We propose an autoencoder-based training to implement the objective, as well as practical encoder designs to facilitate the proposed hybrid discriminative-generative training.
arXiv Detail & Related papers (2023-03-24T16:03:21Z) - DCLP: Neural Architecture Predictor with Curriculum Contrastive Learning [5.2319020651074215]
We propose a Curricumum-guided Contrastive Learning framework for neural Predictor (DCLP)
Our method simplifies the contrastive task by designing a novel curriculum to enhance the stability of unlabeled training data distribution.
We experimentally demonstrate that DCLP has high accuracy and efficiency compared with existing predictors.
arXiv Detail & Related papers (2023-02-25T08:16:21Z) - Reconstructing Training Data from Model Gradient, Provably [68.21082086264555]
We reconstruct the training samples from a single gradient query at a randomly chosen parameter value.
As a provable attack that reveals sensitive training data, our findings suggest potential severe threats to privacy.
arXiv Detail & Related papers (2022-12-07T15:32:22Z) - Exploring Memorization in Adversarial Training [58.38336773082818]
We investigate the memorization effect in adversarial training (AT) for promoting a deeper understanding of capacity, convergence, generalization, and especially robust overfitting.
We propose a new mitigation algorithm motivated by detailed memorization analyses.
arXiv Detail & Related papers (2021-06-03T05:39:57Z) - Sample Efficient Learning of Image-Based Diagnostic Classifiers Using
Probabilistic Labels [11.377362220429786]
We propose a way to learn and use probabilistic labels to train accurate and calibrated deep networks from relatively small datasets.
We observe gains of up to 22% in the accuracy of models trained with these labels, as compared with traditional approaches.
arXiv Detail & Related papers (2021-02-11T18:13:56Z) - Uncertainty-aware Self-training for Text Classification with Few Labels [54.13279574908808]
We study self-training as one of the earliest semi-supervised learning approaches to reduce the annotation bottleneck.
We propose an approach to improve self-training by incorporating uncertainty estimates of the underlying neural network.

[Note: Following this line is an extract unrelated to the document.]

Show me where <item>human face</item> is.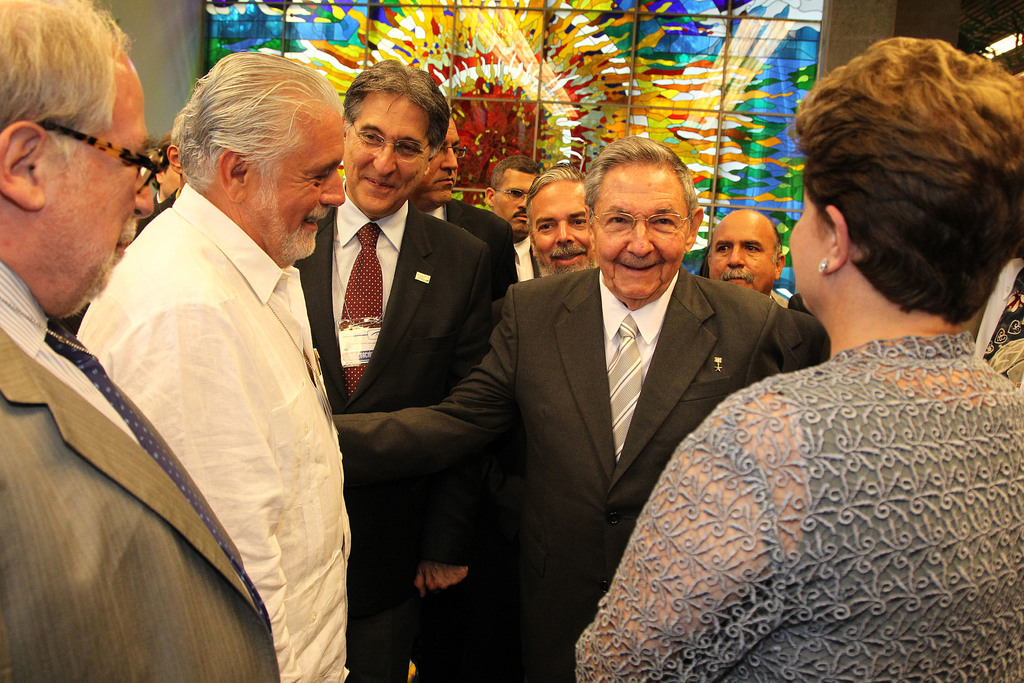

We show our methods leveraging only 20-30 labeled samples per class for each task for training and for validation can perform within 3% of fully supervised pre-trained language models.

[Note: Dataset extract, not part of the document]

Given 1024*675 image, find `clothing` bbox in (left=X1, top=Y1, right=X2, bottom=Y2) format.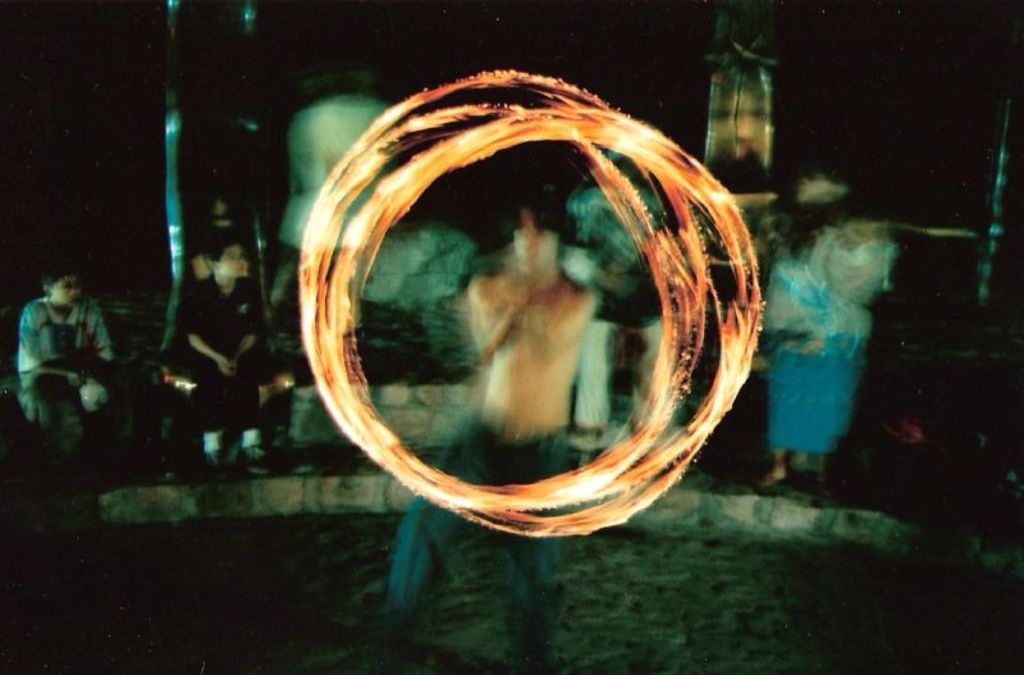
(left=156, top=272, right=273, bottom=465).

arXiv Detail & Related papers (2020-06-27T08:13:58Z) - Self-Training with Improved Regularization for Sample-Efficient Chest
X-Ray Classification [80.00316465793702]
We present a deep learning framework that enables robust modeling in challenging scenarios.
Our results show that using 85% lesser labeled data, we can build predictive models that match the performance of classifiers trained in a large-scale data setting.
arXiv Detail & Related papers (2020-05-03T02:36:00Z)
This list is automatically generated from the titles and abstracts of the papers in this site.
This site does not guarantee the quality of this site (including all information) and is not responsible for any consequences.